Restaurant in Amsterdam, Netherlands
Butter-Anchored Bistro Cooking

Café Beurre is a neighbourhood restaurant on Van Limburg Stirumstraat in Amsterdam's Westerpark district. It books easily and works best as a local, low-commitment option rather than a destination visit. Verified details on pricing, hours, and the menu are limited, so confirm directly before going. For a comparable but better-documented experience, consider Bistro de la Mer or De Kas.
Café Beurre is worth a visit if you are looking for a neighbourhood restaurant in Amsterdam's Westerpark district that flies under the radar of the city's busier dining circuits. With limited verified data on hand, the honest recommendation is this: if you are already in the area or staying nearby, it is an easy booking with low commitment. If you are travelling specifically for a meal, you will find better-documented options with clearer menus and confirmed pricing elsewhere in the city. Use this one as a local fallback or a relaxed weeknight option rather than a destination booking.
Café Beurre sits on Van Limburg Stirumstraat in Amsterdam's Westerpark neighbourhood, a residential pocket that has seen a steady rise in low-key, quality-focused spots over the past decade. The address puts it away from the canal-house tourist circuit, which tends to mean a more local crowd and a less performative dining experience. That is either a feature or a drawback depending on what you are after.
The name signals French brasserie leanings, and the neighbourhood context suggests the kind of place where bar seating and counter service matter as much as the dining room. If you are a regular or returning visitor, the counter or bar is worth asking about specifically. Counter dining in Amsterdam's smaller neighbourhood restaurants typically offers a more engaged experience than table service, with direct access to whoever is working the pass. Whether Café Beurre offers a dedicated chef's counter is unconfirmed, but the format of the address and room size suggest an intimate setting where any seat near the kitchen is likely to be the better one.
Amsterdam's Westerpark area has become a genuine alternative to the Jordaan for diners who want substance over scene. Café Beurre fits that profile on address alone. For context, the city's most celebrated dining at this price tier tends to cluster around venues with confirmed credentials: Bistro de la Mer for classic French execution, or the farm-to-table programming at BAK if provenance is your priority. Café Beurre, by contrast, reads as the kind of place where the appeal is in the regularity, not the occasion.
For a broader sense of where Amsterdam dining sits right now, our full Amsterdam restaurants guide covers the full range from neighbourhood spots to Michelin-level rooms. If you are planning a longer trip, our Amsterdam hotels guide, bars guide, and experiences guide are worth checking alongside it.
See the comparison section below for how Café Beurre stacks up against Amsterdam's mid-to-upper tier options.
If Café Beurre does not have availability or you want to anchor your visit to a venue with confirmed credentials, Amsterdam has a well-documented upper tier. Ciel Bleu and Spectrum both operate at the €€€€ level with Michelin backing. Flore and Vinkeles offer contemporary and creative menus at the same tier. For something closer to Café Beurre's likely positioning, Bistro de la Mer covers classic cuisine at €€€.
Beyond Amsterdam, the Netherlands has a strong regional dining circuit worth knowing if you are travelling further. De Librije in Zwolle, Inter Scaldes in Kruiningen, and De Nieuwe Winkel in Nijmegen all represent the country's top-tier options with documented Michelin recognition. Closer to Amsterdam, Aan de Poel in Amstelveen is an easy addition to any Amsterdam trip. For international reference points on what counter dining at its leading can deliver, Le Bernardin in New York City and Lazy Bear in San Francisco set the standard in their respective cities.
Go in with modest expectations on documentation. The venue's confirmed details are limited, so check current hours and menu directly before visiting. The address in Westerpark puts it in a residential, local-skewing part of Amsterdam that rewards spontaneous visits more than planned destination dining. If you want a fully-researched, confirmed experience for a first visit to Amsterdam, Bistro de la Mer or Bolenius give you more to go on. Café Beurre works leading as a neighbourhood drop-in rather than a centrepiece booking.
Bar or counter seating is not confirmed in the available data, but the name and neighbourhood format suggest a brasserie-style room where some form of counter seating is plausible. If counter dining is important to you, call ahead and ask directly. In Amsterdam's smaller neighbourhood restaurants, counter seats near the kitchen tend to be the most engaging option and are often available without a reservation when the dining room is full. It is worth asking specifically rather than assuming.
Group capacity is not confirmed. The Westerpark address and neighbourhood brasserie format suggest a smaller room, which typically means groups of six or more should contact the venue directly before showing up. For confirmed group-friendly dining in Amsterdam at the €€€ tier, De Kas has more space and a known private dining option worth exploring. For larger celebrations requiring a private room with documented credentials, Ciel Bleu at the €€€€ tier is the more reliable choice.
Keep this venue in your Pearl passport, rate it after you visit, and track it alongside every other place you collect.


ABOUT THIS TASK: Only certain lines below are wanted: those starting at the line containing "In order to" and ending at the line containing "This screenshot has width=612, height=498.", both included, each retyped exactly.

[SUPPLIED RECORDS Boundary: Start]

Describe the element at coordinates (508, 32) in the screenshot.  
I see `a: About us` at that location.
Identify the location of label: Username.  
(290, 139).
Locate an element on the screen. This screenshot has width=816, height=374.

[SUPPLIED RECORDS Boundary: End]
[SUPPLIED RECORDS Boundary: Start]

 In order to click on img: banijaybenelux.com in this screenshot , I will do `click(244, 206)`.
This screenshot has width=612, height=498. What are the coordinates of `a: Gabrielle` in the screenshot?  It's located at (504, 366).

[SUPPLIED RECORDS Boundary: End]

RESULT:
 In order to click on img: banijaybenelux.com in this screenshot , I will do `click(244, 206)`.
This screenshot has width=612, height=498. What are the coordinates of `a: Gabrielle` in the screenshot?  It's located at (504, 366).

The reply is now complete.